Thursday, October 30, 2008

Sick and tired

Great White Dispatch
Notes from Damn Near Canada
No. 8
10/30/08
0500

I’m sitting here at 5 a.m. in a Benadryl haze, looking out into the frosty Minnesota dark. For the first time –literally- in my life I’ve left work early, just too sick to go on. It’s just too hard to deal cards when they’re covered in snot. My body feels like it’s just been thrown a blanket party, my head feels filled with sand, and there’s just one thing on my mind: Winter is coming.

It was cold last night, that shocking kind of cold that takes your lungs by surprise. Autumn here crashed quickly, came and went before it ever really started. One day the trees were full and green, the next they were empty. It was like the earth simply shrugged out of its clothes. The bare trees have made the drive into town a different experience. Entire neighborhoods that I didn’t even know existed revealed themselves once the leaves were gone. A world beneath the world. I even discovered that I have a neighbor. One day I looked into the woods behind my garage, and hey, there’s a house across the ravine. Suddenly I wonder about all those times at 2 a.m. I was naked on the porch screaming at dogs.

Winter is coming. The people around here are quietly battening hatches. Plastic is going up over windows. Plows are appearing on the fronts of every third pickup. Pyramids of deicer suddenly pop up at every retail outlet. After a few easy winters, the Minnesotans are smelling a bad one. I’m getting a lot of ‘New to the area?” followed by smirks and giggles. C’mon. It’s not like we moved here from Arizona. I know about winter.

Still. There’s things I need to do. Hatches of my own to take care of. Just secured a nice 4WD beater to buzz around in for the next few months. It occurs to me that I need a chainsaw, because if a tree goes down on the road back here, we’re pretty much fooked. And I’m swallowing my pride and getting a snowblower. I’ve always scoffed at those douchepackers in their little suburban developments, blowing the snow off their 13-foot patch of concrete, vowed to never be one of those. Well, this ain’t no development. However the hell I get down my .6 mile of dirt road, a shovel will not be involved.

The sky is purpling now, sun coming soon. Any time now the deer and squirrels will be out, stuffing themselves on the buckets of whole corn I’ve thrown. They have to fatten themselves up. Winter is coming.

1 comment:

AK said...

Nice writing -- there are some powerful images in there.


▸ **EXERCISE AIM**
In the records that come next, find every line with "will". Return those lines.

※

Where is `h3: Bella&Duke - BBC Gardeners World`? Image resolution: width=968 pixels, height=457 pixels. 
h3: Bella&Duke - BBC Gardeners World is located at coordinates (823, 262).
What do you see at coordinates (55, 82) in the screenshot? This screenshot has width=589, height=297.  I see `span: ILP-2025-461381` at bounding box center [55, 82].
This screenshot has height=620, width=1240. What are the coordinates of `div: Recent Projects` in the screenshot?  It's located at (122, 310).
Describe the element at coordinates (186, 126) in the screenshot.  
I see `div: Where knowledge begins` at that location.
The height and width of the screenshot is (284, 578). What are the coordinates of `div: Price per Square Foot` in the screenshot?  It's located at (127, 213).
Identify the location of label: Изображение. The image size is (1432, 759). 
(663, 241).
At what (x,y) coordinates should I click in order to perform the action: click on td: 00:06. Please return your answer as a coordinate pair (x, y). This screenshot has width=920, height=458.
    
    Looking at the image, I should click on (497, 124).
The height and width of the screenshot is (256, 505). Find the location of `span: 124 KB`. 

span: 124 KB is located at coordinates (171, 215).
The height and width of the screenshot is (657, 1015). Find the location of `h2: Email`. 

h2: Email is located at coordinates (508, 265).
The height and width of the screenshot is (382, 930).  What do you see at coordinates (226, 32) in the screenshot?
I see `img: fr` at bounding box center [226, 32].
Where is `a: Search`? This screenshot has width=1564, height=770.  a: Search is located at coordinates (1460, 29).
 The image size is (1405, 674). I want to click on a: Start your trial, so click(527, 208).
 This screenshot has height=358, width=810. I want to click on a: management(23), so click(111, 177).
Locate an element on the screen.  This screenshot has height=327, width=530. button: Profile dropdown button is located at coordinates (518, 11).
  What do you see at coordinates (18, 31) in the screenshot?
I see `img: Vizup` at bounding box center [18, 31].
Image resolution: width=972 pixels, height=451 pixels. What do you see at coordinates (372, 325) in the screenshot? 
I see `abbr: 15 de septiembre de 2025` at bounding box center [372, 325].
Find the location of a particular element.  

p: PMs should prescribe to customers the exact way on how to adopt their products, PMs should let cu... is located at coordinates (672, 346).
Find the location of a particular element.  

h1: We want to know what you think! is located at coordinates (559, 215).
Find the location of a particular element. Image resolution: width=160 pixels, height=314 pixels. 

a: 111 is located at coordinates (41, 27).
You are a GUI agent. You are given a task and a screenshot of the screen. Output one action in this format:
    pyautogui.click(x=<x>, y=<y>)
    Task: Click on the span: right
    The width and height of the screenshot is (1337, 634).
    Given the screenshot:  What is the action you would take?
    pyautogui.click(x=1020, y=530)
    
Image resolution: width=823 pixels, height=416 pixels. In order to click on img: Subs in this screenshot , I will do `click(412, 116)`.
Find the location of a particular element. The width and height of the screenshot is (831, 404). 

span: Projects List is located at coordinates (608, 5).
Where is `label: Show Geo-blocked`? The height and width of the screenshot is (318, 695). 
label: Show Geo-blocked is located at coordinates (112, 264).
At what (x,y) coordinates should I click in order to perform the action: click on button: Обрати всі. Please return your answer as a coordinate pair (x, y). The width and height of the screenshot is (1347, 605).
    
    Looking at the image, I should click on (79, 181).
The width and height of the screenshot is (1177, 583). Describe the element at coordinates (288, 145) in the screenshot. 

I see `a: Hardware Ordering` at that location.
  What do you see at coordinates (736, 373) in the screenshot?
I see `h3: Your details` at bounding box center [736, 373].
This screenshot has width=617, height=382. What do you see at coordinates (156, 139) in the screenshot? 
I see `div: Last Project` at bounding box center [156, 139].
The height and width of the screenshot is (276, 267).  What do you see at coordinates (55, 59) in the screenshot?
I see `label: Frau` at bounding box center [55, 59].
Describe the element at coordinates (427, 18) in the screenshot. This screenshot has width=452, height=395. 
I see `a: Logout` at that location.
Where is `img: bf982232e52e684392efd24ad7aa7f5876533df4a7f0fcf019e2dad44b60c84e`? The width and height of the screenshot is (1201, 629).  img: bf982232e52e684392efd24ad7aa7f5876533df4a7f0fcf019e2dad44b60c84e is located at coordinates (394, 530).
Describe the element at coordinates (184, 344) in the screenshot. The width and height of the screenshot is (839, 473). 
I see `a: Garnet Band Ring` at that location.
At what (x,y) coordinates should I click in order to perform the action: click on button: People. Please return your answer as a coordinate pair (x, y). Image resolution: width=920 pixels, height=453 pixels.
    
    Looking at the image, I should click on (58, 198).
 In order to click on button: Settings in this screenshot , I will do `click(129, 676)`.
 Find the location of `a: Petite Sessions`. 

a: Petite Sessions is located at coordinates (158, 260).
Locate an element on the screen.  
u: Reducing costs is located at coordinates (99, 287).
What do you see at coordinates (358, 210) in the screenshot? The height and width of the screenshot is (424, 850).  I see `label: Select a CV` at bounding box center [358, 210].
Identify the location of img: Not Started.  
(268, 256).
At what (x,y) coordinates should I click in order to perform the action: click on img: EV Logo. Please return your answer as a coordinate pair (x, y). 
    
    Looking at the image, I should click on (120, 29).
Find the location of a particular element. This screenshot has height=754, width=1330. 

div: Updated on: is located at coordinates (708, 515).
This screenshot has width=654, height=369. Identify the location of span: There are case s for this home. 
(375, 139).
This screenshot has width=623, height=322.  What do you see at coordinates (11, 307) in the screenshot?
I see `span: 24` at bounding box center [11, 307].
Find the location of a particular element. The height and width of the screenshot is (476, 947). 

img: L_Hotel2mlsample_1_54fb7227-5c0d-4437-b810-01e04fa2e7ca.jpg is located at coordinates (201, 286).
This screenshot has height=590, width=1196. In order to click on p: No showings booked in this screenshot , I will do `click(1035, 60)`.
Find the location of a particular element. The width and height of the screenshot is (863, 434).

※

▸ **TASK RESULT**
Image resolution: width=823 pixels, height=416 pixels. In order to click on img: Subs in this screenshot , I will do `click(412, 116)`.
 In order to click on button: Settings in this screenshot , I will do `click(129, 676)`.
This screenshot has height=590, width=1196. In order to click on p: No showings booked in this screenshot , I will do `click(1035, 60)`.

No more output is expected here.